Sponsored by IOT

By Deborah Kotob, ABOM

Digital personalization of lenses allows for design optimization that accommodates the position of wear parameters. This customization of the lens design has significantly decreased lateral distortions improving optical performance and wearer satisfaction rates.   

Despite these advances in progressive lens design technology, some patients still experience the swim effect, especially in dynamic conditions. New Steady Method technology uses new data on optimum power distribution of mean spherical power to reduce the swim effect, while still optimizing the lens for unwanted astigmatism. Addressing both the mean spherical power and unwanted astigmatism in the lateral areas of the lens further reduces distortions while expanding useable areas. The result is more stable vision and more expansive clear fields of view.

There are geometrical limitations in progressive lens design described by the Minkwitz theorem that make it impossible to design a progressive lens (PAL) with zero peripheral distortion. Therefore, the goal of most progressive lens designers is to minimize these distortions to their geometrical limits. The addition power build or rate of progression results in spherocylindrical peripheral distortion laterally, on either side of the progressive corridor. Yet traditionally, design improvement efforts only target the reduction of astigmatic (cylindrical) distortion.

Based on empirical evidence, IOT Steady Method design technology goes one step further and takes the lens’ unwanted spherical power into account in the design process. The Steady Method technology developed by IOT is a scientific breakthrough in progressive lens design that evolved from the study of lens power variation and distribution, and the effects on the visual quality as experienced by the patient.

IOT has accomplished an industry first with this breakthrough PAL design technology. Steady Method technology employed in the Camber Steady PAL by Younger is the first to control the distribution of the unwanted sphere power in addition to cylinder power error, achieving null power in the lateral areas of the progressive lens. Visual performance effects are stabilized vision in the lens’ periphery, improving dynamic vision and the swim effect. Steady Method is a patented PAL design technology resulting from years of research and clinical trials.

One way to determine the lens’ optical performance is through theoretical maps that indicate the power distribution of a lens. In theoretical cylinder maps, Camber Steady has less unwanted astigmatism when compared to a progressive lens using a standard method. However, the sphere power maps make the main difference. In a standard method lens, the sphere power in the lateral areas of the lens tends to have a positive value, which cannot be negated through the eye’s accommodation. This residual positive power induces significant blur. Lenses calculated using the Steady Method present a null power.


FIG. 1 Cylinder Maps

CYLINDER MAPS
Cylinder maps represent unwanted astigmatism in the lateral areas of the progressive lens. Camber Steady lenses maintain wider visual fields for all distances comparable to the power distribution maps of a premium lens with balanced near and distance vision.


FIG. 2 Mean Power Maps

MEAN POWER MAPS
Both lenses vary in mean power in the lens’ lateral areas, mainly in the areas lateral to the distance and intermediate vision zones. In general, standard lenses present positive values for mean power in the lateral areas of the lens. However, Steady lenses present values near zero, which improves visual acuity and decreases distortion.


FIG. 3 Visual Acuity Contour maps predict the final perceived distortion in the lateral areas of the lens. These maps follow a phenomenological model for describing the visual acuity as a function of defocus that considers the accommodation effect.

VISUAL ACUITY CONTOURS
Visual Acuity Contour maps represent the usable visual areas. The classic method on the left compares the viewing zones for distance, intermediate and near vision based on the cylinder power and addition, which look similar in both lenses. In contrast, the Visual Acuity Contours map on the right illustrates the improvement in useable areas with the Steady Method. This analysis shows that the visual acuity contours differ when comparing a lens with Steady Method technology versus Sheedy contours. Visual acuity maps for Camber Steady lenses show a considerable improvement in the usable visual areas, especially in distance vision.

IN SUMMARY
IOT’s study of lens power variation and its distribution and its influence on the patient’s visual quality led to the determination of optimum lens power distribution for the least distortion and defocus. With the development of Steady Method design technology, the effect is enhanced visual performance with better and more stable peripheral vision.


* Exercise objective:
Look through the data and write out every line with the word "ueberforderung" in it.
___ Data to examine
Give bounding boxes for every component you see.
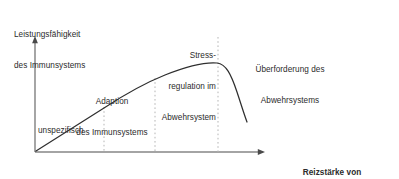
y-axis-title-line2: des Immunsystems: [14, 61, 85, 71]
annotation-stressregulation-line2: regulation im: [146, 82, 216, 92]
annotation-stressregulation-line1: Stress-: [146, 51, 216, 61]
annotation-ueberforderung-line1: Überforderung des: [226, 65, 354, 75]
annotation-stressregulation-line3: Abwehrsystem: [146, 113, 216, 123]
y-axis-title-line1: Leistungsfähigkeit: [14, 30, 85, 40]
annotation-ueberforderung: Überforderung des Abwehrsystems: [226, 44, 354, 127]
annotation-stressregulation: Stress- regulation im Abwehrsystem: [146, 30, 216, 144]
immune-performance-chart: Leistungsfähigkeit des Immunsystems Reiz…: [0, 0, 399, 179]
x-axis-title-line1: Reizstärke von: [265, 168, 399, 178]
x-axis-title: Reizstärke von Training und Wettkampf: [265, 147, 399, 179]
annotation-ueberforderung-line2: Abwehrsystems: [226, 96, 354, 106]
______
* Answer section:
annotation-ueberforderung-line1: Überforderung des: [226, 65, 354, 75]
annotation-ueberforderung: Überforderung des Abwehrsystems: [226, 44, 354, 127]
annotation-ueberforderung-line2: Abwehrsystems: [226, 96, 354, 106]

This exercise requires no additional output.